Range the map to collect keys into a slice, then call sort.Strings (or sort.Ints ). Iterate that sorted slice for deterministic output.

Range over the word's runes and count each letter into a , then print the tally for the letter 'l'. Write it yourself and match the example output.

Practice quiz

What is the type syntax for a Go map from string keys to int values?

  • map<string,int>

Go maps are written map[KeyType]ValueType, e.g. map[string]int.

What does a map return when you read a key that is absent?

  • An error
  • nil
  • The value type's zero value
  • A panic

Answer: The value type's zero value. A missing key returns the value type's zero value — never an error.

Which form distinguishes 'absent' from 'present but zero'?

The comma-ok form v, ok := m[k] sets ok=false when the key is missing.

How do you remove an entry from a map?

  • remove(m, k)
  • m.delete(k)
  • delete(m, k)

Answer: delete(m, k). The built-in delete(m, k) removes the entry for key k.

What does len(m) return for a map?

  • The capacity
  • The number of key/value pairs
  • Always 0
  • The size in bytes

Answer: The number of key/value pairs. len(m) counts how many key/value pairs the map currently holds.

What is the iteration order when you range over a map?

  • Insertion order
  • Sorted by key
  • Random / unspecified
  • Reverse insertion

Answer: Random / unspecified.
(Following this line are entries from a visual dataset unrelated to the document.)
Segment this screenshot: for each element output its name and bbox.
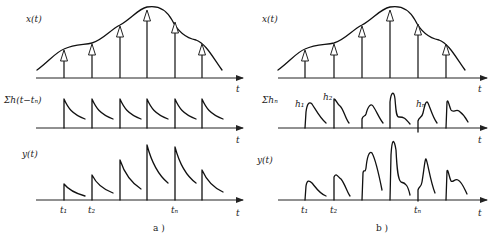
- label-y-t: y(t): [256, 155, 273, 165]
- arrow-head-icon: [172, 22, 179, 33]
- panel-a-output-signal: y(t) t₁ t₂ tₙ t: [21, 145, 243, 218]
- panel-a: x(t) t Σh(t−tₙ) t: [3, 7, 243, 233]
- axis-label-t: t: [236, 208, 240, 218]
- arrow-head-icon: [359, 26, 366, 37]
- tick-label-t1: t₁: [60, 205, 67, 215]
- axis-label-t: t: [478, 135, 482, 145]
- label-x-t: x(t): [262, 14, 278, 24]
- tick-label-tn: tₙ: [171, 205, 179, 215]
- panel-b-input-signal: x(t) t: [262, 7, 487, 94]
- axis-label-t: t: [236, 84, 240, 94]
- panel-b-output-signal: y(t) t₁ t₂ tₙ t: [256, 142, 487, 218]
- convolution-diagram: x(t) t Σh(t−tₙ) t: [0, 0, 492, 238]
- arrow-head-icon: [443, 44, 450, 55]
- arrow-head-icon: [302, 50, 309, 61]
- tick-label-tn: tₙ: [414, 205, 422, 215]
- pulse-label-h2: h₂: [323, 92, 333, 102]
- arrow-head-icon: [144, 10, 151, 21]
- tick-label-t1: t₁: [301, 205, 308, 215]
- panel-a-input-signal: x(t) t: [26, 7, 243, 94]
- arrow-head-icon: [89, 44, 96, 55]
- panel-b: x(t) t Σhₙ t h₁ h₂ hₙ: [256, 7, 487, 233]
- panel-caption-b: b ): [376, 223, 388, 233]
- axis-label-t: t: [236, 135, 240, 145]
- axis-label-t: t: [478, 84, 482, 94]
- tick-label-t2: t₂: [88, 205, 96, 215]
- label-sum-hn: Σhₙ: [261, 95, 278, 105]
- arrow-head-icon: [61, 50, 68, 61]
- tick-label-t2: t₂: [330, 205, 338, 215]
- arrow-head-icon: [331, 44, 338, 55]
- label-sum-h: Σh(t−tₙ): [3, 95, 42, 105]
- arrow-head-icon: [387, 10, 394, 21]
- label-y-t: y(t): [21, 149, 38, 159]
- axis-label-t: t: [478, 208, 482, 218]
- pulse-label-h1: h₁: [295, 99, 304, 109]
- panel-b-impulse-responses: Σhₙ t h₁ h₂ hₙ: [261, 92, 487, 145]
- arrow-head-icon: [117, 26, 124, 37]
- panel-caption-a: a ): [153, 223, 165, 233]
- label-x-t: x(t): [26, 14, 42, 24]
- panel-a-impulse-responses: Σh(t−tₙ) t: [3, 95, 243, 145]
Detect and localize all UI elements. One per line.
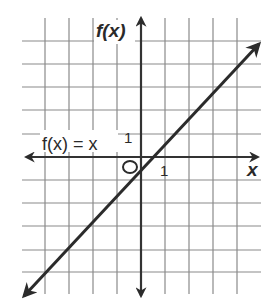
equation-label: f(x) = x <box>42 134 98 154</box>
x-unit-label: 1 <box>160 162 168 179</box>
y-unit-label: 1 <box>124 129 132 146</box>
y-axis-label: f(x) <box>96 20 126 41</box>
origin-marker <box>123 161 137 173</box>
x-axis-label: x <box>246 159 259 180</box>
coordinate-graph: f(x) x f(x) = x 1 1 <box>0 0 273 302</box>
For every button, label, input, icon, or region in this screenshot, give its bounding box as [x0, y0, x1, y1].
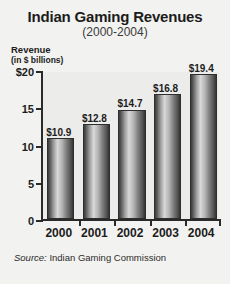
y-axis-tick — [36, 183, 43, 185]
bar-value-label: $10.9 — [46, 127, 71, 138]
bar — [83, 124, 110, 219]
bar-value-label: $19.4 — [189, 63, 214, 74]
y-axis-tick-label: $20 — [16, 66, 34, 78]
y-axis-tick — [36, 71, 43, 73]
y-axis-tick — [36, 220, 43, 222]
y-axis-tick — [36, 108, 43, 110]
y-axis-tick-label: 5 — [28, 178, 34, 190]
bar — [118, 110, 145, 220]
y-axis-label: Revenue — [11, 44, 51, 55]
plot-area: 051015$20 — [41, 72, 219, 221]
y-axis-units-label: (in $ billions) — [11, 55, 63, 65]
source-note: Source: Indian Gaming Commission — [14, 252, 166, 263]
y-axis-tick-label: 15 — [22, 103, 34, 115]
x-axis-tick-label: 2003 — [152, 226, 179, 240]
x-axis-tick — [150, 219, 152, 226]
bar-value-label: $12.8 — [82, 113, 107, 124]
x-axis-tick — [185, 219, 187, 226]
x-axis-tick-label: 2000 — [45, 226, 72, 240]
x-axis-tick — [79, 219, 81, 226]
y-axis-tick — [36, 146, 43, 148]
x-axis-tick-label: 2002 — [117, 226, 144, 240]
bar — [154, 94, 181, 219]
bar-value-label: $14.7 — [117, 98, 142, 109]
chart-title: Indian Gaming Revenues — [0, 8, 230, 25]
bar-value-label: $16.8 — [153, 83, 178, 94]
x-axis-tick-label: 2004 — [188, 226, 215, 240]
x-axis-tick-label: 2001 — [81, 226, 108, 240]
chart-subtitle: (2000-2004) — [0, 25, 230, 39]
x-axis-tick — [114, 219, 116, 226]
y-axis-tick-label: 0 — [28, 215, 34, 227]
bar — [190, 74, 217, 219]
bar — [47, 138, 74, 219]
x-axis-tick — [219, 219, 221, 226]
source-label: Source: — [14, 252, 47, 263]
chart-figure: Indian Gaming Revenues (2000-2004) Reven… — [0, 0, 230, 284]
source-text: Indian Gaming Commission — [49, 252, 166, 263]
y-axis-tick-label: 10 — [22, 141, 34, 153]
Map iteration order is randomized; sort the keys yourself for stable output.

Which built-in creates an empty, usable map?

  • new(map)

make(map[K]V) creates an initialized map ready for writes.

What does m[k]++ do when k is not yet in the map?

  • Panics
  • Starts from the zero value, so becomes 1
  • Does nothing
  • Returns an error

Answer: Starts from the zero value, so becomes 1. Reading a missing int key yields 0, so m[k]++ cleanly sets it to 1 — handy for tallies.

What happens if you write to a nil map?

  • It is created
  • It panics
  • It is ignored
  • It returns false

Answer: It panics. Writing to a nil map panics; initialize with make or a literal first.

To print map entries in a stable order, you should:

  • Use a special flag
  • Collect keys, sort them, then range over keys
  • Nothing — it is already sorted
  • Convert to a slice automatically

Answer: Collect keys, sort them, then range over keys. Gather the keys into a slice, sort them, then iterate in that order.